We applied erasure coding to address the same set of challenges. Traditionally, erasure coding is widely used in modern clusters to minimize storage usage. However, it is not applied to object caching, nor is it considered a viable solution for load balancing. We show both analytically and empirically that given the instruction sets in modern CPUs, erasure coding can be a viable solution to address the limitations of selective replication as long as we are willing to sacrifice some network bandwidth. Given the rise of high-capacity network topologies and networking technologies, we believe this to be a timely tradeoff.

Data-intensive clusters rely on in-memory object caching to maximize the number of requests that can be served from memory in the presence of popularity skew, background load imbalance, and server failures. In order to improve I/O latency and for load balancing, these caches typically employ selective replication, where the number of cached replicas of an object is proportional to its popularity. Selective replication, however, often falls short in practice, because it needs careful selection of replication factors and dynamic, load-aware replica placement.

EC-Cache is a load-balanced, high-performance cluster cache that uses erasure coding in a novel way to overcome the limitations of selective replication.
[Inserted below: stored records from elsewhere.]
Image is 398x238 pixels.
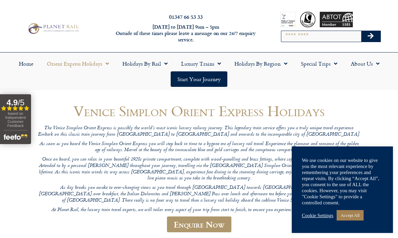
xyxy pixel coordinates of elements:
a: Start your Journey [171,71,227,87]
a: 01347 66 53 33 [169,13,203,21]
button: Search [361,31,380,42]
p: Once on board, you can relax in your beautiful 1920s private compartment, complete with wood-pane... [37,157,361,182]
a: Special Trips [294,56,344,71]
a: Home [12,56,40,71]
a: Holidays by Region [227,56,294,71]
a: Holidays by Rail [116,56,174,71]
a: Cookie Settings [302,213,333,219]
h6: [DATE] to [DATE] 9am – 5pm Outside of these times please leave a message on our 24/7 enquiry serv... [108,24,264,43]
div: We use cookies on our website to give you the most relevant experience by remembering your prefer... [302,157,382,206]
a: Accept All [336,210,363,221]
h1: Venice Simplon Orient Express Holidays [37,103,361,119]
img: Planet Rail Train Holidays Logo [26,22,80,35]
a: Luxury Trains [174,56,227,71]
a: Orient Express Holidays [40,56,116,71]
p: As day breaks you awake to ever-changing views as you travel through [GEOGRAPHIC_DATA] towards [G... [37,185,361,204]
p: The Venice Simplon Orient Express is possibly the world’s most iconic luxury railway journey. Thi... [37,125,361,138]
nav: Menu [3,56,394,87]
a: About Us [344,56,386,71]
p: As soon as you board the Venice Simplon Orient Express you will step back in time to a bygone era... [37,141,361,154]
a: Enquire Now [167,217,231,233]
p: At Planet Rail, the luxury train travel experts, we will tailor every aspect of your trip from st... [37,207,361,214]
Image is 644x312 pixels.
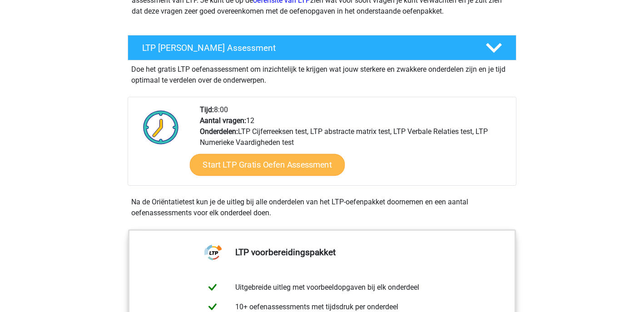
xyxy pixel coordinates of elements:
[138,105,184,150] img: Klok
[142,43,471,53] h4: LTP [PERSON_NAME] Assessment
[200,127,238,136] b: Onderdelen:
[128,197,516,219] div: Na de Oriëntatietest kun je de uitleg bij alle onderdelen van het LTP-oefenpakket doornemen en ee...
[193,105,515,186] div: 8:00 12 LTP Cijferreeksen test, LTP abstracte matrix test, LTP Verbale Relaties test, LTP Numerie...
[128,60,516,86] div: Doe het gratis LTP oefenassessment om inzichtelijk te krijgen wat jouw sterkere en zwakkere onder...
[200,105,214,114] b: Tijd:
[200,116,246,125] b: Aantal vragen:
[124,35,520,60] a: LTP [PERSON_NAME] Assessment
[190,154,345,176] a: Start LTP Gratis Oefen Assessment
EC-Cache employs two techniques: (a) splitting and erasure coding individual objects during writes, and (b) late binding, wherein obtaining any k out of (k + r) splits of an object are sufficient, during reads. As compared to selective replication, EC-Cache improves load balancing by a factor of 3.3X and reduces the median and tail read latencies by more than 2X, while using the same amount of memory. EC-Cache does so using 10% additional bandwidth and a small increase in the amount of stored metadata. The benefits offered by EC-Cache are further amplified in the presence of background network load imbalance.
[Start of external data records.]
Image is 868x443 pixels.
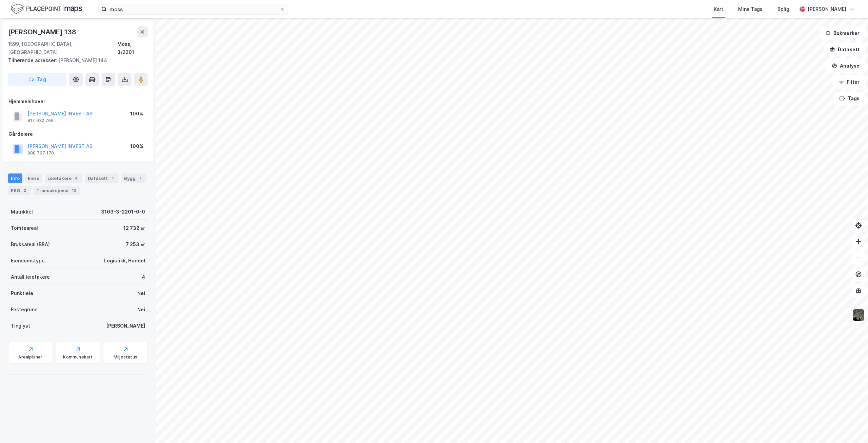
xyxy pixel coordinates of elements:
button: Filter [833,75,865,89]
div: Info [8,174,22,183]
div: Miljøstatus [114,354,137,360]
div: [PERSON_NAME] [808,5,846,13]
img: logo.f888ab2527a4732fd821a326f86c7f29.svg [11,3,82,15]
div: Eiere [25,174,42,183]
div: Logistikk, Handel [104,256,145,265]
div: Moss, 3/2201 [117,40,148,56]
div: Tomteareal [11,224,38,232]
div: Kart [714,5,724,13]
iframe: Chat Widget [834,410,868,443]
div: 12 732 ㎡ [123,224,145,232]
div: 988 797 170 [28,150,54,155]
div: Festegrunn [11,306,37,313]
div: Leietakere [45,174,83,183]
div: Antall leietakere [11,273,50,282]
button: Tag [8,73,66,86]
div: Nei [137,289,145,297]
div: 7 253 ㎡ [126,240,145,249]
div: Bygg [122,174,147,183]
div: 4 [142,273,145,282]
div: Bolig [777,5,789,13]
button: Datasett [824,43,865,56]
div: 4 [73,174,79,181]
div: Hjemmelshaver [9,98,148,105]
img: 9k= [852,308,865,321]
div: Eiendomstype [11,256,45,265]
button: Analyse [827,59,865,73]
div: 917 632 766 [28,117,53,123]
div: Bruksareal (BRA) [11,240,50,249]
div: Punktleie [11,289,34,297]
button: Tags [834,92,865,105]
div: Nei [137,306,145,313]
div: Transaksjoner [34,186,80,195]
div: Mine Tags [739,5,763,13]
div: 10 [71,187,78,193]
div: 1 [137,174,144,181]
input: Søk på adresse, matrikkel, gårdeiere, leietakere eller personer [107,4,280,15]
div: 1599, [GEOGRAPHIC_DATA], [GEOGRAPHIC_DATA] [8,40,117,56]
div: [PERSON_NAME] 144 [8,56,142,65]
div: Datasett [85,174,119,183]
button: Bokmerker [820,27,865,40]
div: 2 [22,187,28,193]
div: 3103-3-2201-0-0 [101,208,145,216]
div: Kommunekart [63,354,92,360]
div: 100% [130,110,143,117]
div: ESG [8,186,31,195]
div: Gårdeiere [9,130,148,138]
div: 100% [130,142,143,150]
div: Matrikkel [11,208,33,216]
div: [PERSON_NAME] [106,322,145,330]
span: Tilhørende adresser: [8,57,59,63]
div: 1 [110,174,116,181]
div: Arealplaner [18,354,42,360]
div: Tinglyst [11,322,30,330]
div: Kontrollprogram for chat [834,410,868,443]
div: [PERSON_NAME] 138 [8,27,78,37]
The genesis of this work traces back to 2013, when I was just wrapping up Sinbad and heard Rashmi Vinayak giving a talk about her work at Facebook. While we planned many times, we were always busy with other stuff and never managed to work together until very recently. During this time, the project evolved from disk-based storage to general object store to its current form: in-memory object cache. The very energetic Jack Kosaian tracked me down last year to work on something exciting, which also helped in finally getting the project going at full speed. I’ve been very fortunate with my collaborators.

This year the OSDI PC accepted 47 out of 260 papers. This happens to be my first time submitting to OSDI. It’s also my first paper with my own student. Jack has been a tremendous force that kept the project going and helped Rashmi proceed at a fast pace. I also want to thank Rashmi for mentoring Jack throughout the process. I love this advising business :) Go Blue!